Undergraduate /
PERSONAL STATEMENT FOR IVIES ABOUT BELONGING-- FROM SWEDEN [2]
"Does it speak Swedish?" a blonde haired boy asks, pointing at 5-year-old me, a dainty beast with ebony colored curls, thick rose lips, and skin one shade darker than cappuccino.
"I do," I respond in a whisper, credulously smiling. The boy walks right past me, head turned up in hoarse laughter.
Growing up in northern Sweden, my two siblings and I were often "its." Although we knew no other culture, we couldn't be Swedish because we looked nothing like our Swedish peers. We were, as my childhood friend Julia put it, "Negroes," and it took me about six years to fully comprehend this. Upon realizing that I looked different, a lion prancing around the Scandinavian Savannah amongst bears. I went to the source of the affair for further questioning, my blonde haired mamma , and buried my head in her lap while revealing my suspicions in a loud cry:
"I know you're not my real mamma, you look nothing like me. Take me back to America where I belong, take me back to my real mamma." Every word slapped the air like hands patting a djembe drum. My bewildered 6-year-old self accused her of kidnapping me, and threatened to call the police if she didn't return me this instant. I wailed in fury that I yearned to be someone, not an "it." Mamma sighed; tears fell from her unblinking eyes as she elucidated that being different will make me a stronger person, "you're a cappuccino colored babe because daddy's Afro-American and mamma's Caucasian." Her words hung thick mid-air, making no palpable sense whatsoever.
* * *
At the age of 13, my mamma told me she was pregnant with a petite baby-boy. He was half-Turkish and to be named "Ata."
"He won't be my real brother, you know," I hissed through the palms of my hands; a statement which I had planned on sticking to forever, but as soon as Ata was born-as frail as a bird with eyes the oceanic color they have before they get a color-I just couldn't. I had to keep an eye on him so that he wouldn't break, or whatever it is unattended babies do. Just in case.
His blonde head now rests on my 18-year-old back while we lay on the living room floor watching cartoons. "Now why would they disregard the kitten just because it's a kitten? They're dogs, and they obviously have an organized crime mob," I say, pointing at the TV and plot hole. Ata bursts out in childish snickers, punching me playfully in the face. I kiss his plump cheeks in response.
It took me a while to understand that belonging isn't determined by eye-catching genetics. Mamma says I ceased to be an "it" the day I got bumped up a grade due to my intellectual promise and found my place amongst other ambitious children. I say it occurred the day I realized that my mamma and siblings are mine, like the way the moon and night sky belong to one another.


(ABOUT THIS EXERCISE)
Would you copy the records exactly, leaving the pictures out?

━━━━━━━━

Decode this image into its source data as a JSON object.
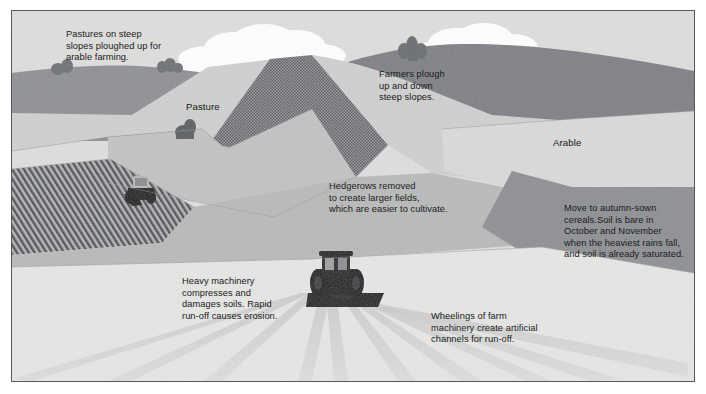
{
  "figure": {
    "kind": "landscape-illustration",
    "palette": {
      "page_background": "#ffffff",
      "frame_border": "#55585c",
      "sky": "#dededd",
      "cloud": "#ffffff",
      "distant_hill_dark": "#8f9195",
      "far_ridge_dark": "#7f8186",
      "pasture_light": "#cfd0cf",
      "pasture_mid": "#c2c3c2",
      "pasture_pale": "#d7d8d7",
      "arable_pale": "#d9dad9",
      "stipple_dark": "#6e7074",
      "hatch_dark": "#6b6d71",
      "foreground_field": "#e6e6e5",
      "mid_field_grey": "#b9baba",
      "right_slope_grey": "#8e9094",
      "tractor_body": "#1d1e20",
      "wheel_track": "#d2d3d2",
      "text": "#1b1b1b"
    }
  },
  "annotations": [
    {
      "id": "pastures",
      "name": "annotation-pastures-ploughed",
      "text": "Pastures on steep\nslopes ploughed up for\narable farming."
    },
    {
      "id": "farmers",
      "name": "annotation-farmers-plough",
      "text": "Farmers plough\nup and down\nsteep slopes."
    },
    {
      "id": "hedgerows",
      "name": "annotation-hedgerows-removed",
      "text": "Hedgerows removed\nto create larger fields,\nwhich are easier to cultivate."
    },
    {
      "id": "autumn",
      "name": "annotation-autumn-sown-cereals",
      "text": "Move to autumn-sown\ncereals.Soil is bare in\nOctober and November\nwhen the heaviest rains fall,\nand soil is already saturated."
    },
    {
      "id": "heavy",
      "name": "annotation-heavy-machinery",
      "text": "Heavy machinery\ncompresses and\ndamages soils. Rapid\nrun-off causes erosion."
    },
    {
      "id": "wheelings",
      "name": "annotation-wheelings-run-off",
      "text": "Wheelings of farm\nmachinery create artificial\nchannels for run-off."
    }
  ],
  "field_labels": [
    {
      "id": "pasture",
      "name": "field-label-pasture",
      "text": "Pasture"
    },
    {
      "id": "arable",
      "name": "field-label-arable",
      "text": "Arable"
    }
  ],
  "scene_objects": [
    {
      "name": "tractor-ploughing-hatched-field",
      "label": "small tractor on dark ploughed field, upper left"
    },
    {
      "name": "tractor-with-implement-foreground",
      "label": "large tractor with trailed implement, foreground"
    },
    {
      "name": "cloud-left",
      "label": "cumulus cloud over central hill"
    },
    {
      "name": "cloud-right",
      "label": "cumulus cloud over right hill"
    },
    {
      "name": "tree-clump-left",
      "label": "trees on distant left ridge"
    },
    {
      "name": "tree-clump-centre",
      "label": "trees on central skyline"
    },
    {
      "name": "hedge-remnant",
      "label": "isolated bush in pasture"
    },
    {
      "name": "wheel-tracks",
      "label": "radiating machinery wheelings in foreground field"
    }
  ]
}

━━━━━━━━

(RESULT OF THIS EXERCISE)
Decode this image into its source data as a JSON object.
{
  "figure": {
    "kind": "landscape-illustration",
    "palette": {
      "page_background": "#ffffff",
      "frame_border": "#55585c",
      "sky": "#dededd",
      "cloud": "#ffffff",
      "distant_hill_dark": "#8f9195",
      "far_ridge_dark": "#7f8186",
      "pasture_light": "#cfd0cf",
      "pasture_mid": "#c2c3c2",
      "pasture_pale": "#d7d8d7",
      "arable_pale": "#d9dad9",
      "stipple_dark": "#6e7074",
      "hatch_dark": "#6b6d71",
      "foreground_field": "#e6e6e5",
      "mid_field_grey": "#b9baba",
      "right_slope_grey": "#8e9094",
      "tractor_body": "#1d1e20",
      "wheel_track": "#d2d3d2",
      "text": "#1b1b1b"
    }
  },
  "annotations": [
    {
      "id": "pastures",
      "name": "annotation-pastures-ploughed",
      "text": "Pastures on steep\nslopes ploughed up for\narable farming."
    },
    {
      "id": "farmers",
      "name": "annotation-farmers-plough",
      "text": "Farmers plough\nup and down\nsteep slopes."
    },
    {
      "id": "hedgerows",
      "name": "annotation-hedgerows-removed",
      "text": "Hedgerows removed\nto create larger fields,\nwhich are easier to cultivate."
    },
    {
      "id": "autumn",
      "name": "annotation-autumn-sown-cereals",
      "text": "Move to autumn-sown\ncereals.Soil is bare in\nOctober and November\nwhen the heaviest rains fall,\nand soil is already saturated."
    },
    {
      "id": "heavy",
      "name": "annotation-heavy-machinery",
      "text": "Heavy machinery\ncompresses and\ndamages soils. Rapid\nrun-off causes erosion."
    },
    {
      "id": "wheelings",
      "name": "annotation-wheelings-run-off",
      "text": "Wheelings of farm\nmachinery create artificial\nchannels for run-off."
    }
  ],
  "field_labels": [
    {
      "id": "pasture",
      "name": "field-label-pasture",
      "text": "Pasture"
    },
    {
      "id": "arable",
      "name": "field-label-arable",
      "text": "Arable"
    }
  ],
  "scene_objects": [
    {
      "name": "tractor-ploughing-hatched-field",
      "label": "small tractor on dark ploughed field, upper left"
    },
    {
      "name": "tractor-with-implement-foreground",
      "label": "large tractor with trailed implement, foreground"
    },
    {
      "name": "cloud-left",
      "label": "cumulus cloud over central hill"
    },
    {
      "name": "cloud-right",
      "label": "cumulus cloud over right hill"
    },
    {
      "name": "tree-clump-left",
      "label": "trees on distant left ridge"
    },
    {
      "name": "tree-clump-centre",
      "label": "trees on central skyline"
    },
    {
      "name": "hedge-remnant",
      "label": "isolated bush in pasture"
    },
    {
      "name": "wheel-tracks",
      "label": "radiating machinery wheelings in foreground field"
    }
  ]
}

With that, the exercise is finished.